Measure FF mandates that the minimum wage continue to be adjusted upward to match the cost of living numbers published by the government. In an era of spiking gas prices, this will mean that many more people will get laid off in the next downturn.
This is because wages will ratchet upward in our current, good economy but it takes a year for the COLA numbers to come out and it’s unclear if the wage can be cut again under Measure FF if the cost of living goes down. It’s always easier to lay people off than cut their wages, no matter what the measure allows.
Also, FF mandates paid vacation days, which increase the effective cost of hiring someone. This means that employers will be less likely to hire, focusing on working existing employees harder. This is because they’ve already incurred their vacation benefit but overtime is cheaper than hiring anyone.
The backers of FF missed a great opportunity by loading it up with extra benefits, in hopes that people wouldn’t notice them because raising the minimum wage has broad support. I hope we see through this and vote *no* on FF.

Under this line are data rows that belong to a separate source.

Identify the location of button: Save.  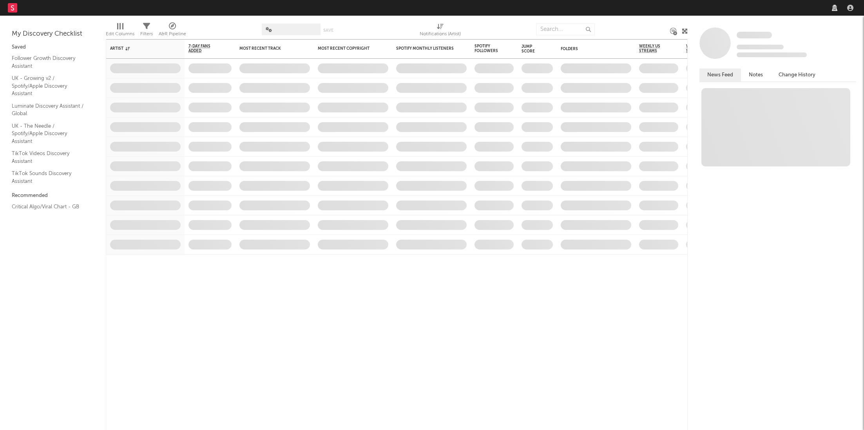
(329, 30).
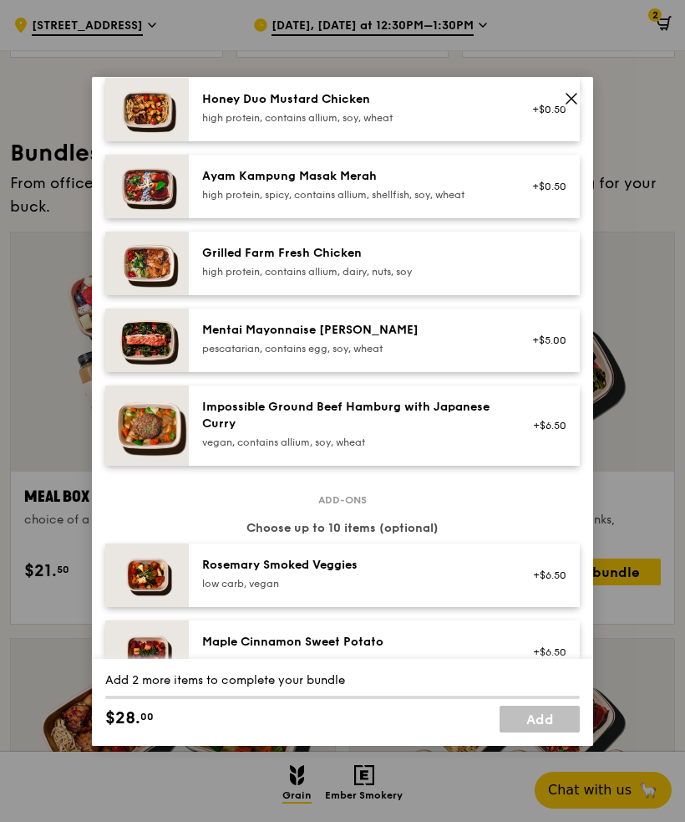 Image resolution: width=685 pixels, height=822 pixels. Describe the element at coordinates (544, 340) in the screenshot. I see `div: +$5.00` at that location.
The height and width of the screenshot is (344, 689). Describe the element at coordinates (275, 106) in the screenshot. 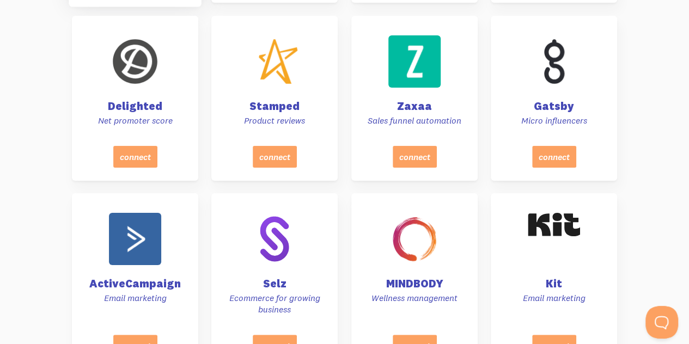

I see `h4: Stamped` at that location.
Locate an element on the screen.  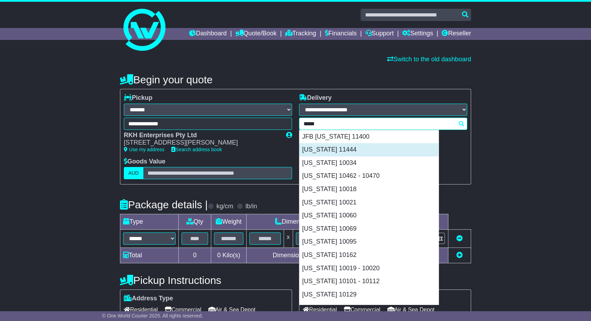
td: Type is located at coordinates (149, 222).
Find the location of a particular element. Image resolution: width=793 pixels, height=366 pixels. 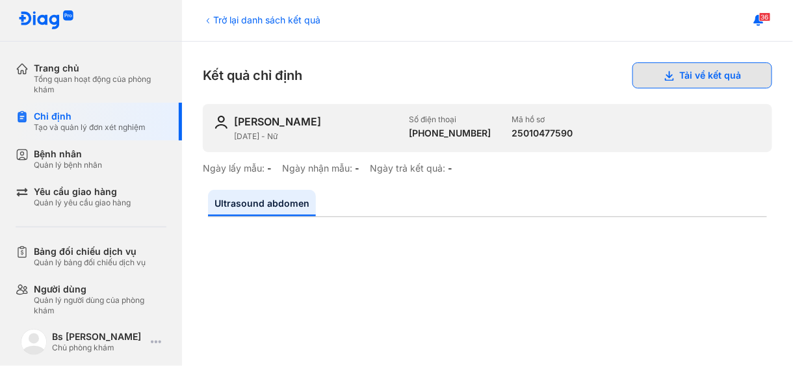

div: Trở lại danh sách kết quả is located at coordinates (261, 20).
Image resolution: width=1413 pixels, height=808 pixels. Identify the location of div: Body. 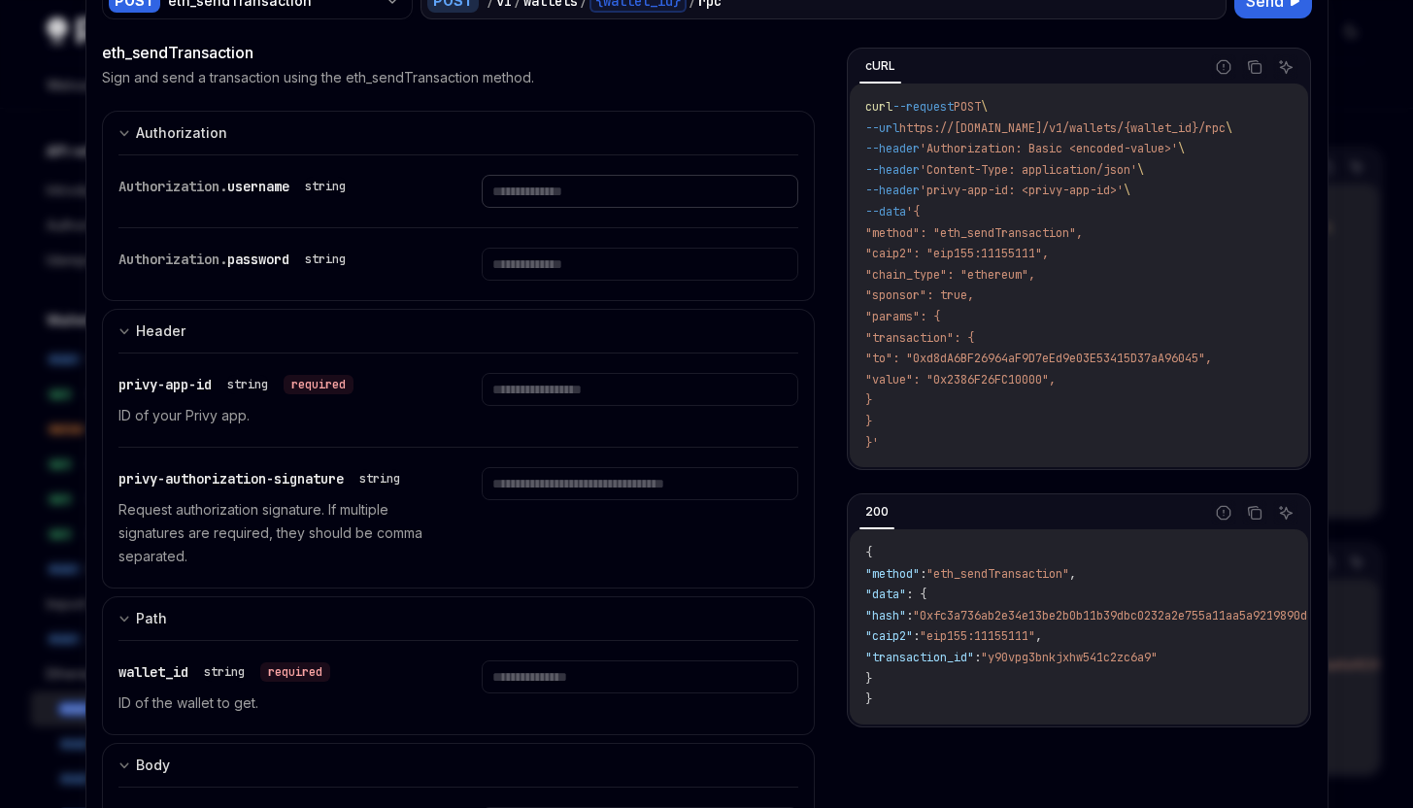
(152, 765).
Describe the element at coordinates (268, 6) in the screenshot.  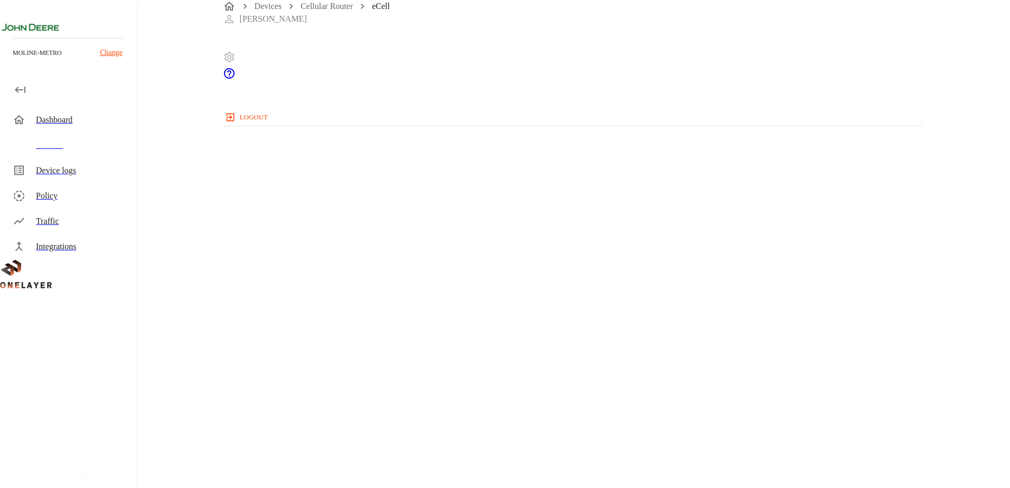
I see `a: Devices` at that location.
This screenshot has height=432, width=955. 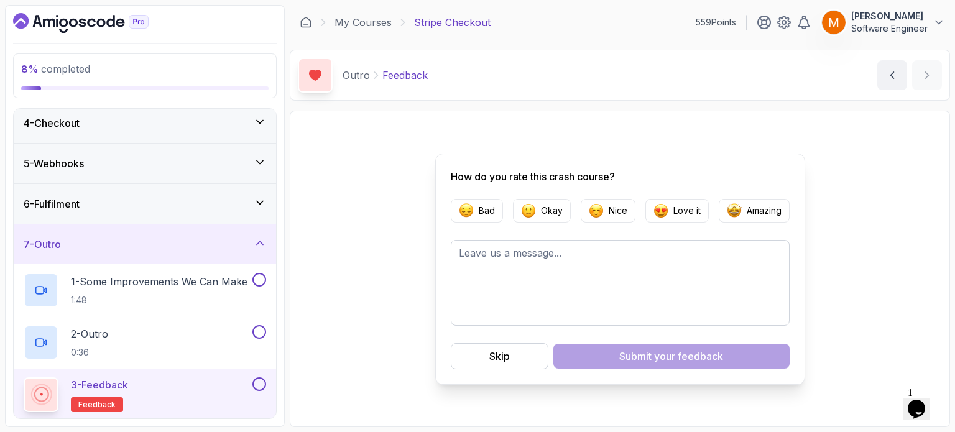 What do you see at coordinates (834, 22) in the screenshot?
I see `img: user profile image` at bounding box center [834, 22].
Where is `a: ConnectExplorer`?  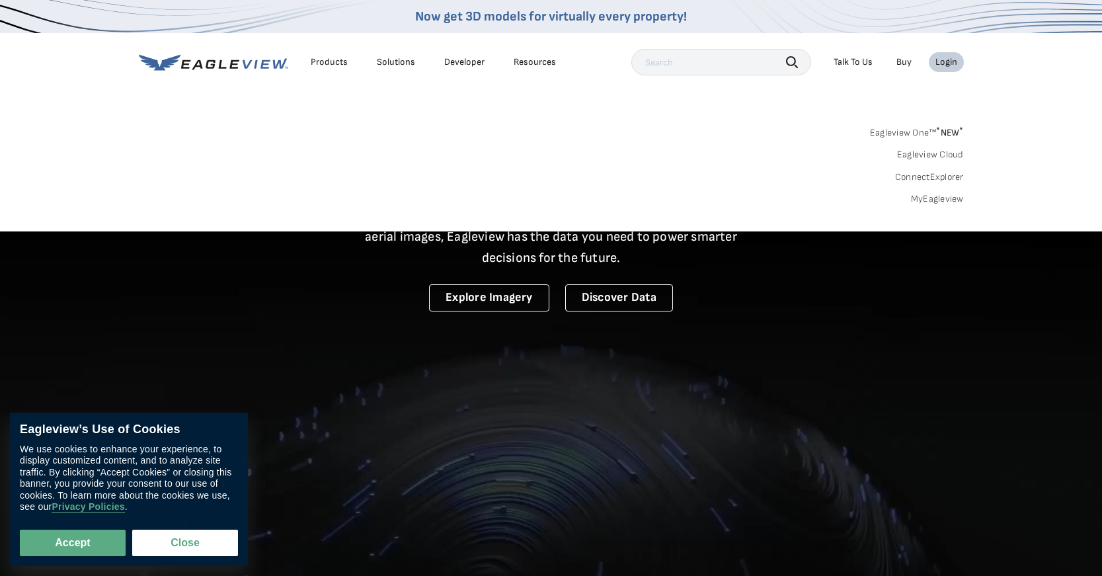
a: ConnectExplorer is located at coordinates (929, 177).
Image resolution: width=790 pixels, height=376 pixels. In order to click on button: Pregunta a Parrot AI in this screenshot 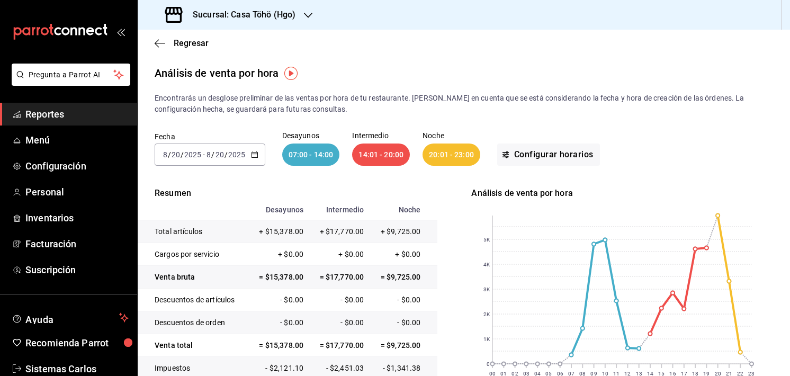, I will do `click(71, 75)`.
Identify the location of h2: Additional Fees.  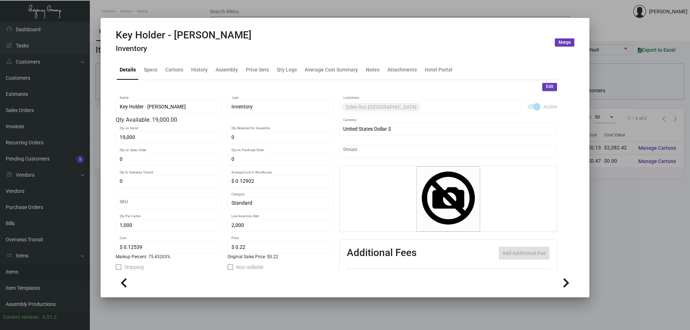
(381, 253).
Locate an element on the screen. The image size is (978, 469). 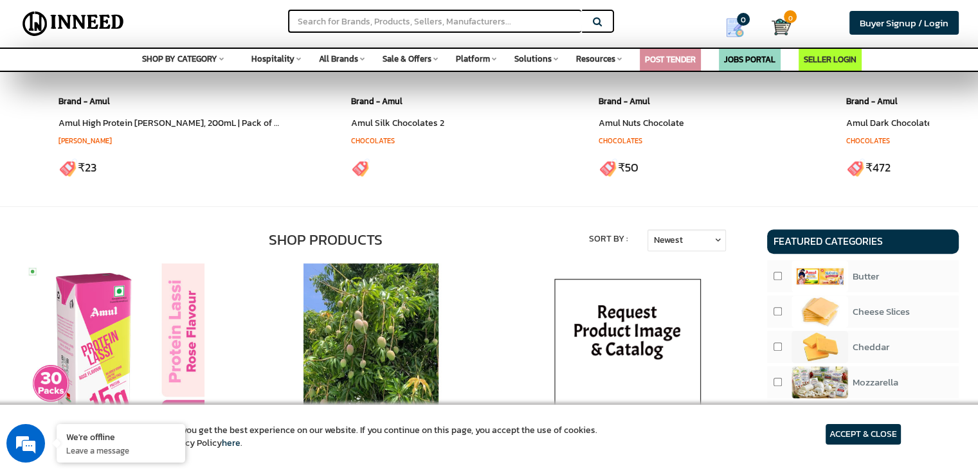
span: Buyer Signup / Login is located at coordinates (904, 22).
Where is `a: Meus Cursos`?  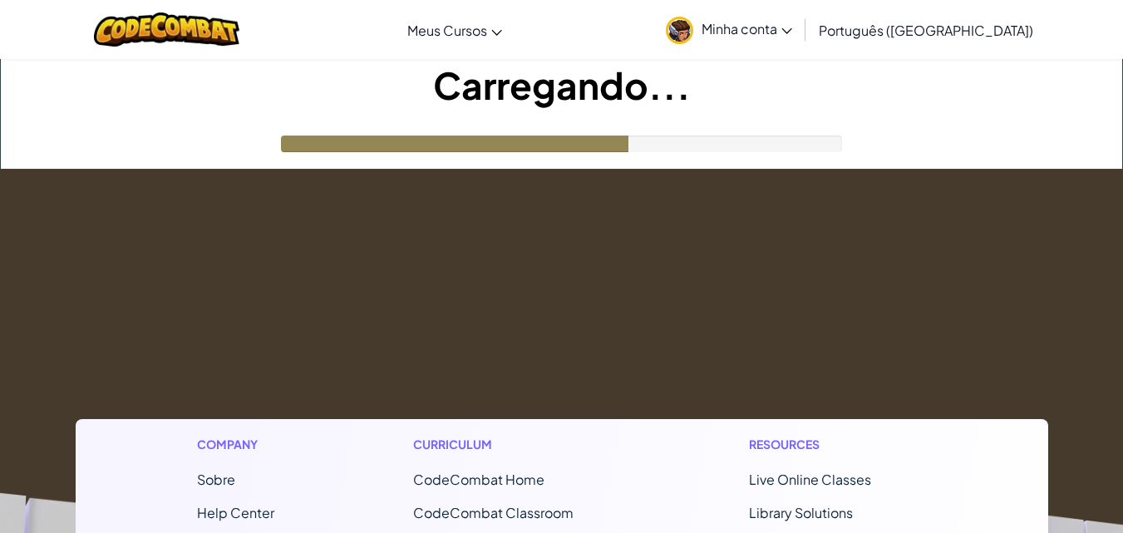 a: Meus Cursos is located at coordinates (455, 30).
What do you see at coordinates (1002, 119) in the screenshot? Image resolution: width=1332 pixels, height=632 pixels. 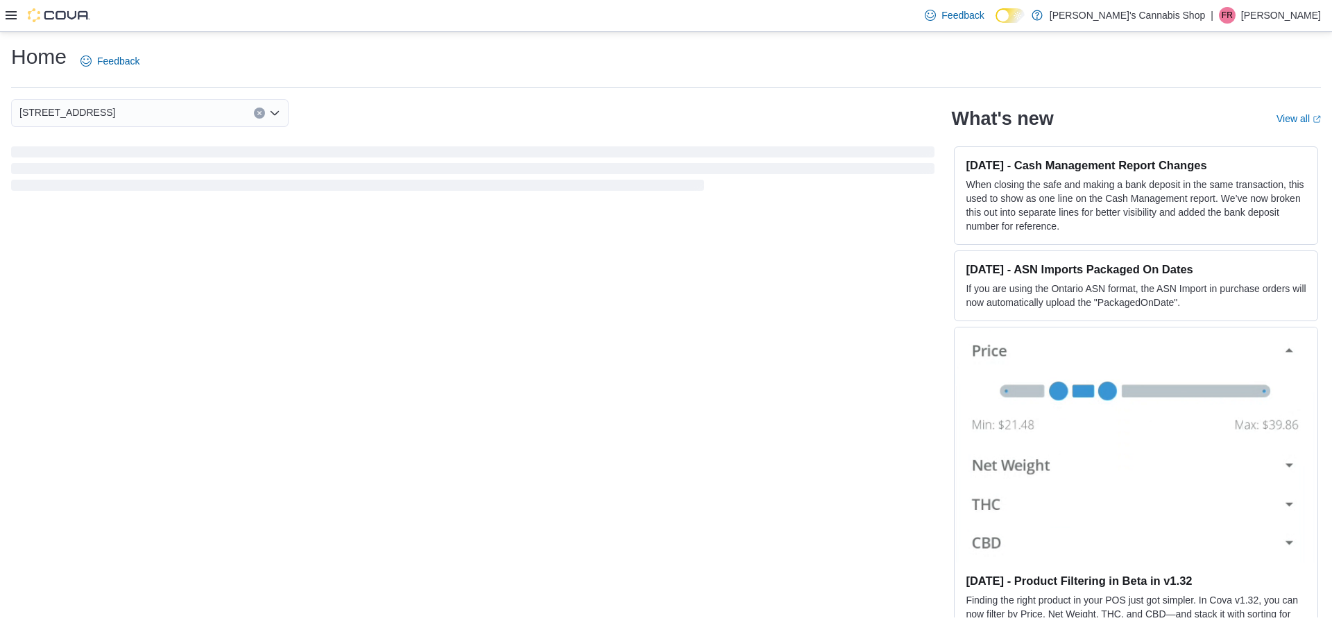 I see `h2: What's new` at bounding box center [1002, 119].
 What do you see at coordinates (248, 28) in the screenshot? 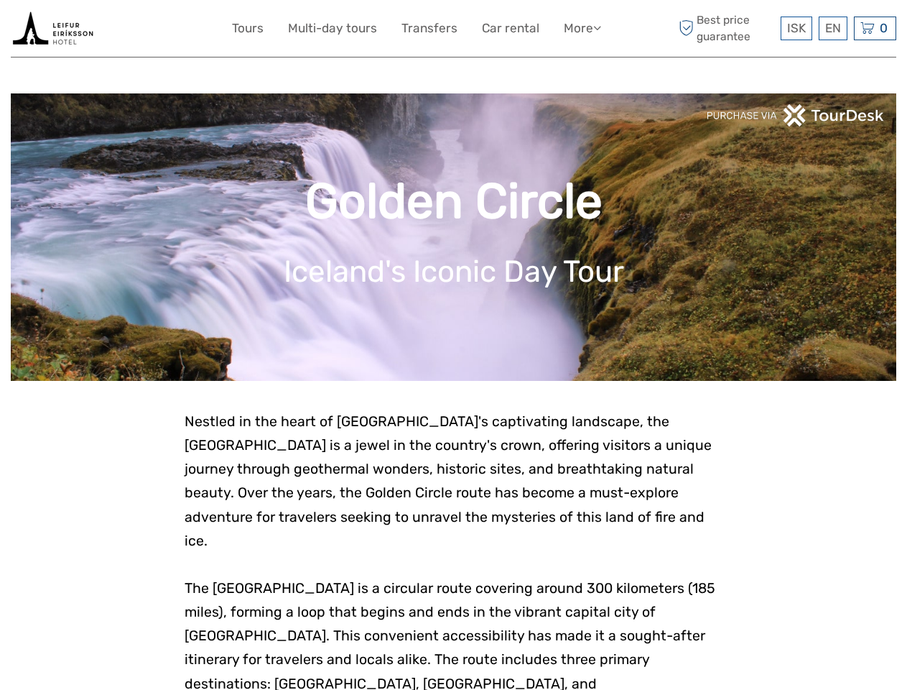
I see `a: Tours` at bounding box center [248, 28].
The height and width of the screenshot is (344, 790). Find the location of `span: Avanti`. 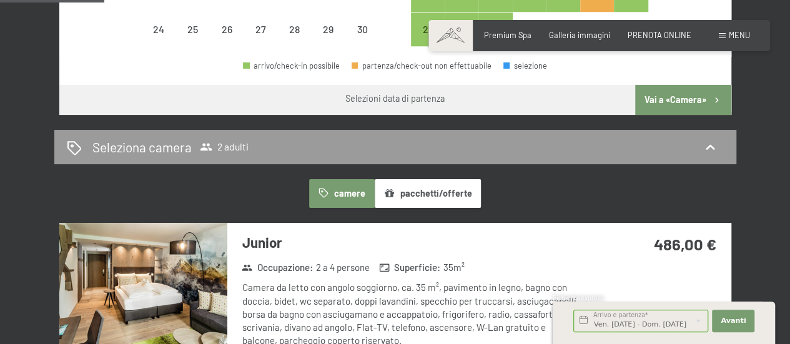

span: Avanti is located at coordinates (733, 321).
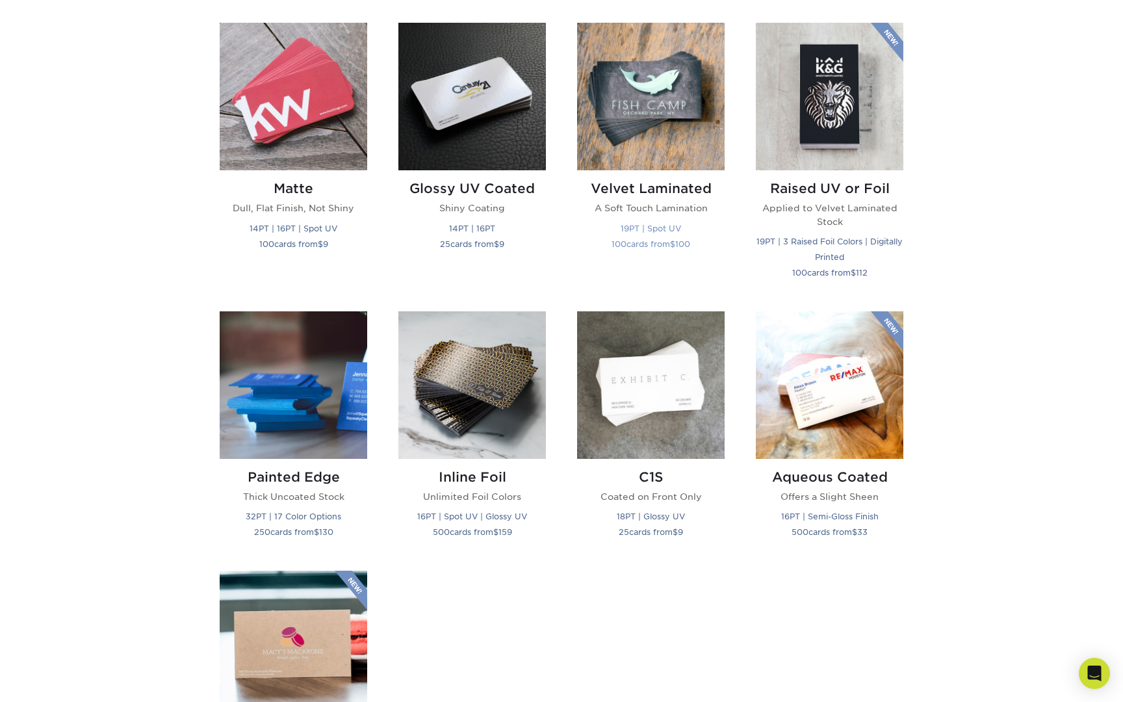 The height and width of the screenshot is (702, 1123). I want to click on h2: Aqueous Coated, so click(829, 477).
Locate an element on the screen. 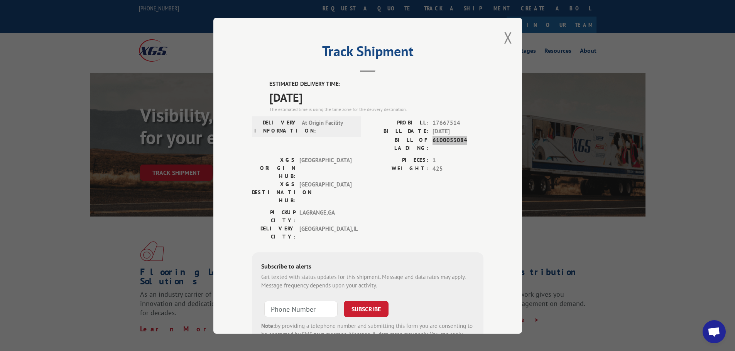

A higher minimum wage would help the entire local economy. I’d go farther and say that it should be set at 15/hour.
But we shouldn’t ignore the reality that in the short term the increase will hurt many small businesses and non-profits. It will put some percentage of their owners out of business and their employees out of work.
Those owners and employees are often Oakland residents.
How much it will hurt them depends on how fast neighboring cities also raise their minimum wage to match ours.
Yes we should approve the Lift-Up minimum wage ballot measure as good starting point.
But we also have to figure out ways to minimize the damage to our small businesses and non-profits. For example low interest loans, possibly from the OBDC (formerly Oakland Business Development Corporation). I say that with full knowledge and trepidation of the abysmal record of Oakland making business loans.